How does good spoil, and how can bad be redeemed? In his penetrating novel The Power and the Glory , Graham Greene explores corruption and atonement through a priest and the people he encounters. In the 1930s one Mexican state has outlawed the Church, naming it a source of greed and debauchery. The priests have been rounded up and shot by firing squad--save one, the whisky priest. On the run, and in a blur of alcohol and fear, this outlaw meets a dentist, a banana farmer, and a village woman he knew six years earlier. For a while, he is accompanied by a toothless man--whom he refers to as his Judas and does his best to ditch.

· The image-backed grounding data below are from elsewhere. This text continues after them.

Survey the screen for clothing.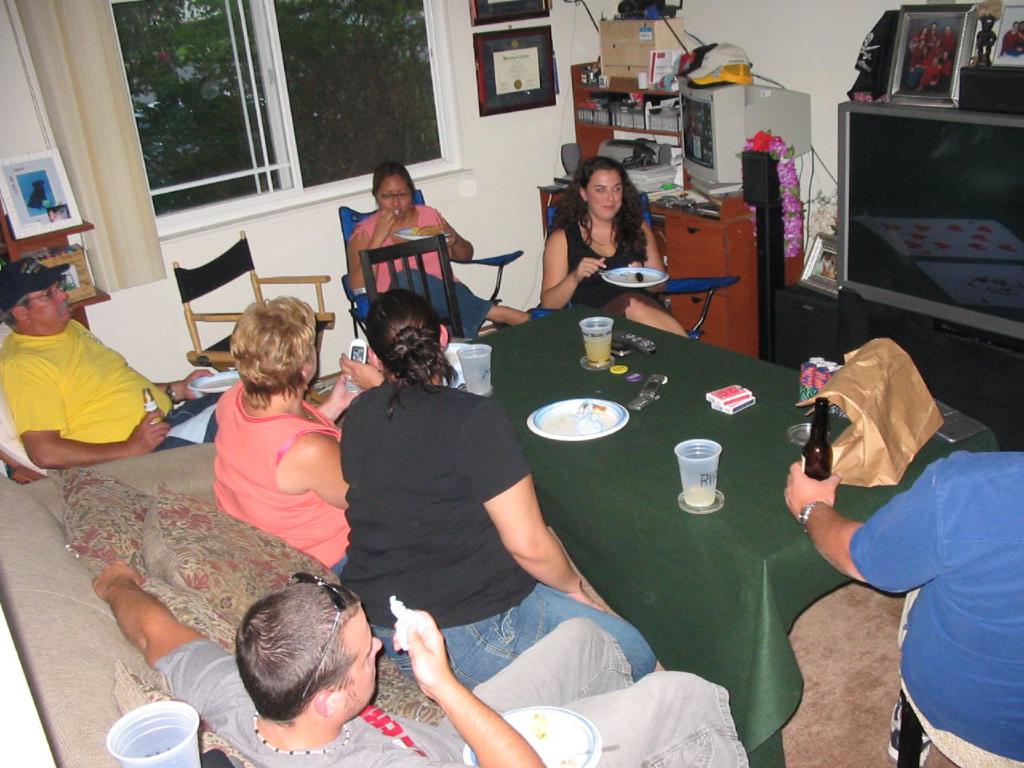
Survey found: (x1=0, y1=314, x2=223, y2=458).
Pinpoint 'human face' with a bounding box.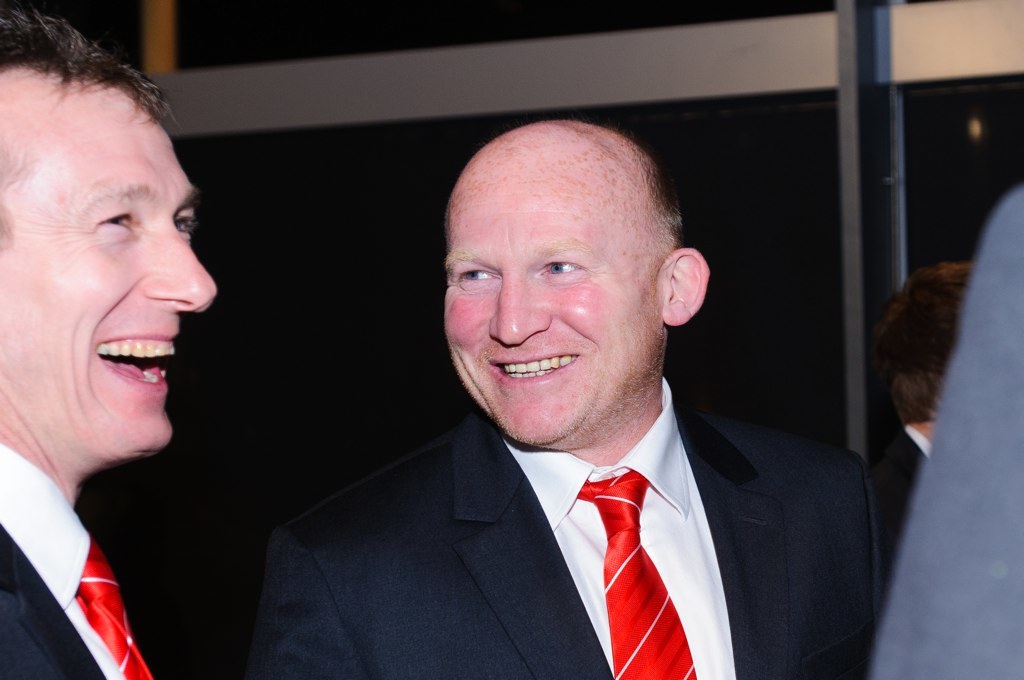
select_region(0, 90, 216, 442).
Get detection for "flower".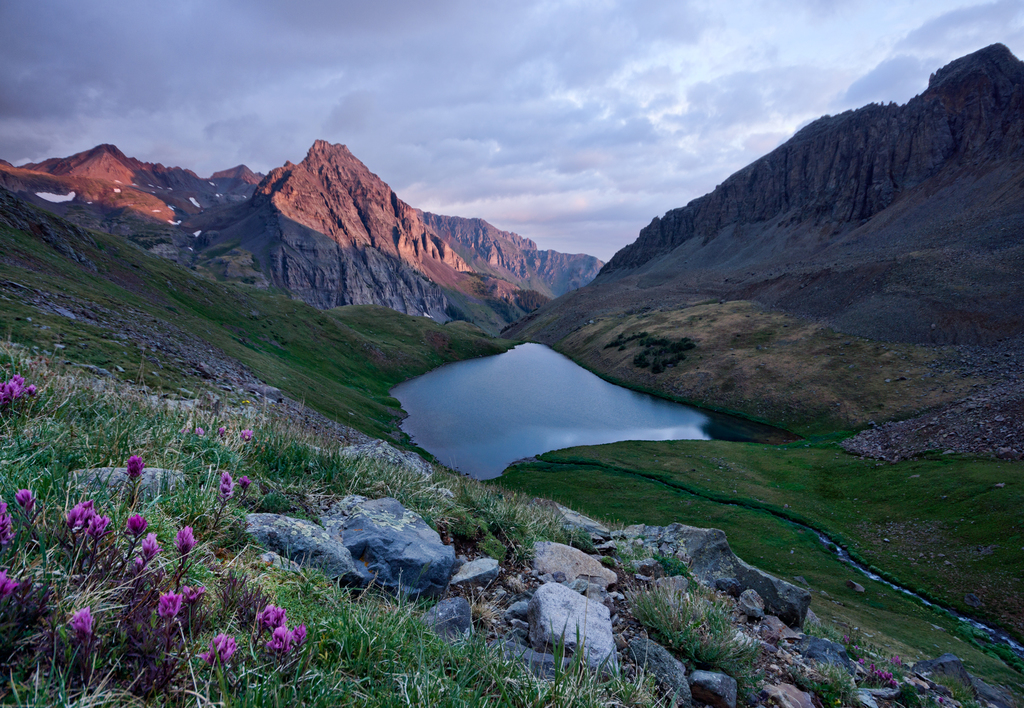
Detection: bbox(155, 585, 184, 622).
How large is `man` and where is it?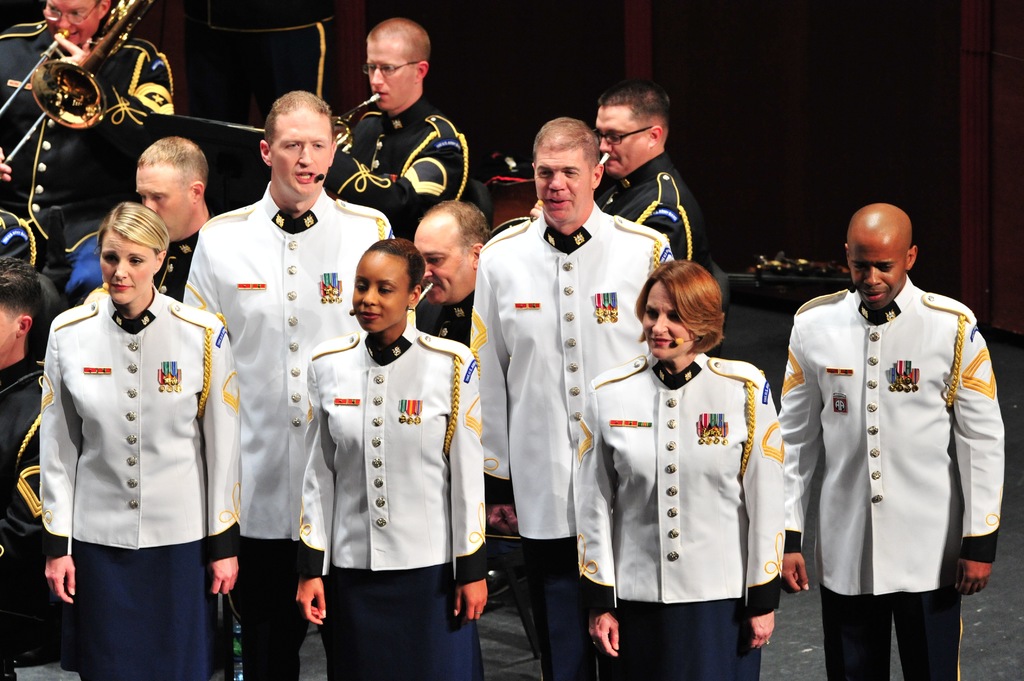
Bounding box: (left=0, top=252, right=67, bottom=680).
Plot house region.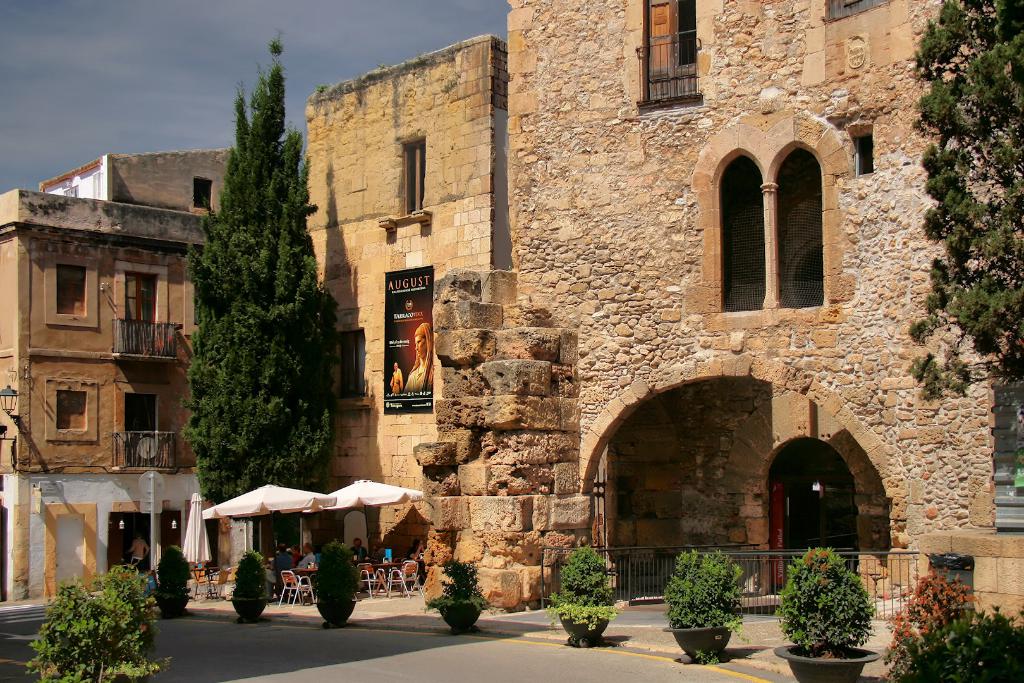
Plotted at (0, 186, 210, 610).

Always, an adamant lieutenant is only a few hours behind, determined to liberate his country from the evils of the church.

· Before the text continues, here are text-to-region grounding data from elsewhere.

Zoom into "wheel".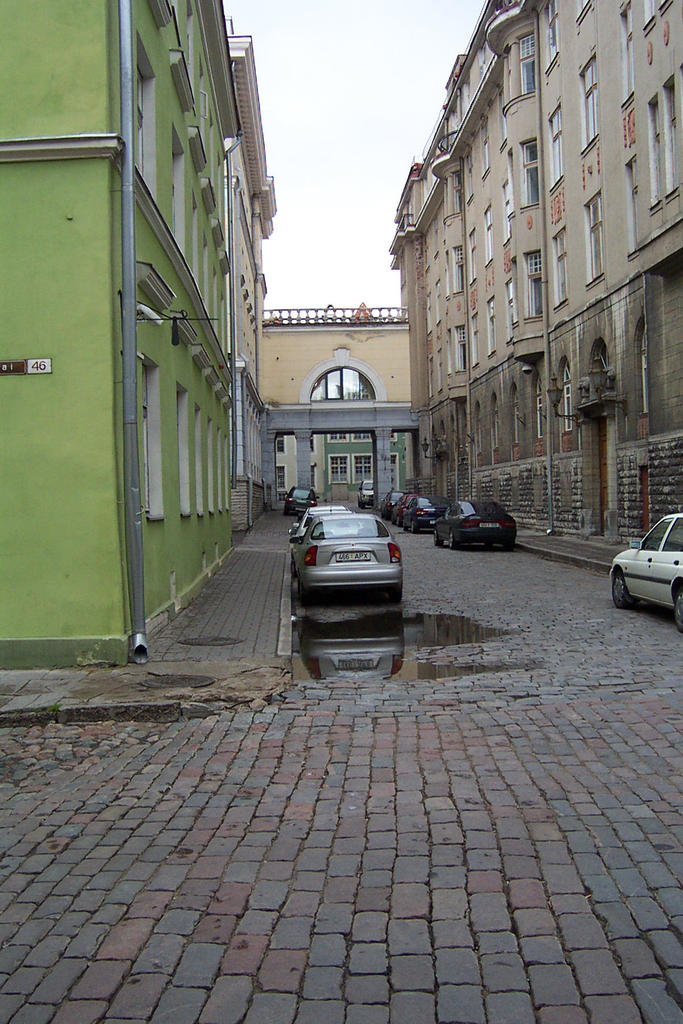
Zoom target: {"left": 608, "top": 565, "right": 627, "bottom": 607}.
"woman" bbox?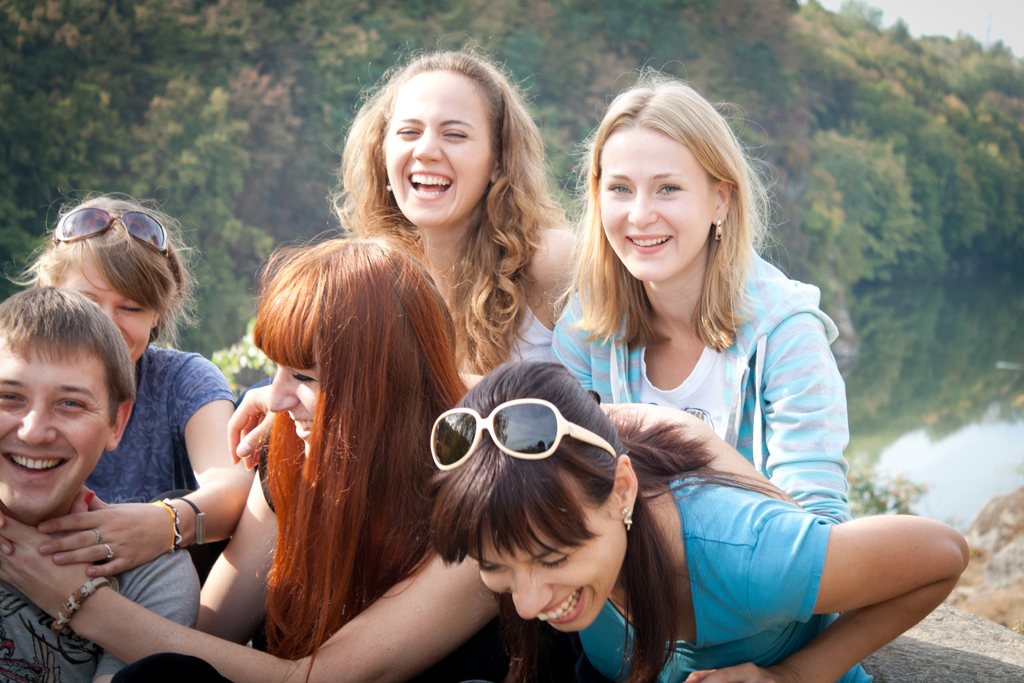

On the verge of reaching a safer region, the whisky priest is repeatedly held back by his vocation, even though he no longer feels fit to perform his rites: "When he was gone it would be as if God in all this space between the sea and the mountains ceased to exist. Wasn't it his duty to stay, even if they despised him, even if they were murdered for his sake? even if they were corrupted by his example?"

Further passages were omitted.